#### Your objective:
Produce exactly the lines starting at the one containing "Describe the element at coordinates (1006, 900)" and ending at the last line of the material, with nothing added.

[Start of section]

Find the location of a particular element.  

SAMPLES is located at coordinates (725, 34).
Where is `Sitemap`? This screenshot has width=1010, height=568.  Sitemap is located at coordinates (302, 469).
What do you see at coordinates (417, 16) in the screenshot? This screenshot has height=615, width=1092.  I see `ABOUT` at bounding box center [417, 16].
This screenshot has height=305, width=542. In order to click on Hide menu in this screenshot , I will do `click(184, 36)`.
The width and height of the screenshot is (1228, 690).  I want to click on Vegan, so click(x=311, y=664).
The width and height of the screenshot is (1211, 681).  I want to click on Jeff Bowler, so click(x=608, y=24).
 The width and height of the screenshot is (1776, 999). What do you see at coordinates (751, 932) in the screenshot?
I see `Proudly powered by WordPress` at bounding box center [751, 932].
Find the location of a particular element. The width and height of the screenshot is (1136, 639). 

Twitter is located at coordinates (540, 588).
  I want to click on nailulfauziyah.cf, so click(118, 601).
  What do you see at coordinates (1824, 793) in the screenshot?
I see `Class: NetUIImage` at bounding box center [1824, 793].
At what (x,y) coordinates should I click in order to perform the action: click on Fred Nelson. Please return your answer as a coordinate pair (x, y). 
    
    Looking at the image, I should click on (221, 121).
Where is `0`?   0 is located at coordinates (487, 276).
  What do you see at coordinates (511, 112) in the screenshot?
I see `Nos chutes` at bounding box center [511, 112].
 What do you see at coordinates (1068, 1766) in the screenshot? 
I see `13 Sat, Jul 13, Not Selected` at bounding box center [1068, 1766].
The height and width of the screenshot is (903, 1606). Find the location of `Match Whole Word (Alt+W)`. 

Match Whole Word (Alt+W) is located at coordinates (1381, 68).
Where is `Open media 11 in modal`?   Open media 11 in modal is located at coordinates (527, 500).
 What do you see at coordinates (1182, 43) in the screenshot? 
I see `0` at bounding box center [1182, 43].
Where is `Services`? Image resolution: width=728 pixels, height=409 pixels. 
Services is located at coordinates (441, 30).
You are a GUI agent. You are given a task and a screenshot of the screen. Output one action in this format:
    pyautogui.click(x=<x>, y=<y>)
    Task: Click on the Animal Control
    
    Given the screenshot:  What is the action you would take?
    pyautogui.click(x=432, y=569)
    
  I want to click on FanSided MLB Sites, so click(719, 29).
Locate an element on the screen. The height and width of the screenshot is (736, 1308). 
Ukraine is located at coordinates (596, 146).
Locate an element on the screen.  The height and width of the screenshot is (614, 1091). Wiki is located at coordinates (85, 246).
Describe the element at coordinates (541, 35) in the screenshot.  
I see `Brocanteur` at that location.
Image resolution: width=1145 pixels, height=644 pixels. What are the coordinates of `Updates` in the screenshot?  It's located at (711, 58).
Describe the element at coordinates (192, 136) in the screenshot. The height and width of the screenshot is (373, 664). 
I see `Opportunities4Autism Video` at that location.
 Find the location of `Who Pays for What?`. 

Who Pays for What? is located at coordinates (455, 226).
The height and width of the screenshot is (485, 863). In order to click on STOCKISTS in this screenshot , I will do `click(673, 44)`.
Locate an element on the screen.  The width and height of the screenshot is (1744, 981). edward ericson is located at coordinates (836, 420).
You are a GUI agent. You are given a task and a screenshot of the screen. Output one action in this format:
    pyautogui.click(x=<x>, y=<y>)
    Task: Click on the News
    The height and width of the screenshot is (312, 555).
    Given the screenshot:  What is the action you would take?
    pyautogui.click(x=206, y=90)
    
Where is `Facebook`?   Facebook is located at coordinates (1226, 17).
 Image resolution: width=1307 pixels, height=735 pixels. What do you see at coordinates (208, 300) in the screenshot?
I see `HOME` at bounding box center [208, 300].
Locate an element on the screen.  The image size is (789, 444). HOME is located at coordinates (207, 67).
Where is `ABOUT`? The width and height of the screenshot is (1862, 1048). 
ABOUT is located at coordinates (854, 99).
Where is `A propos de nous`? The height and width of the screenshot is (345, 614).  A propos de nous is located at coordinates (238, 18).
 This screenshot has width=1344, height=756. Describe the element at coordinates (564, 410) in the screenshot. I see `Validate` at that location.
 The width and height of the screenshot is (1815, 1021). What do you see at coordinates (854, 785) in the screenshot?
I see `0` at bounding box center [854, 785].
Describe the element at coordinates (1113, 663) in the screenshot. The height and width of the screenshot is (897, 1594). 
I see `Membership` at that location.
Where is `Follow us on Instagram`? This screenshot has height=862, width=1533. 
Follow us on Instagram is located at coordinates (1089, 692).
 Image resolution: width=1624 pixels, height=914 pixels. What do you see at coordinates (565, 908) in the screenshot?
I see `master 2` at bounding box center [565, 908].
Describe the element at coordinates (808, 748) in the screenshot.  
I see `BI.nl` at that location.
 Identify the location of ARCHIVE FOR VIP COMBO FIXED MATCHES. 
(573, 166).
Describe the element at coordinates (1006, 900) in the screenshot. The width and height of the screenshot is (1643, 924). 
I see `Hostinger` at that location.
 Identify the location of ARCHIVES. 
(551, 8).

[End of section]

#### Exercise result:
Describe the element at coordinates (1006, 900) in the screenshot. The width and height of the screenshot is (1643, 924). 
I see `Hostinger` at that location.
 Identify the location of ARCHIVES. 
(551, 8).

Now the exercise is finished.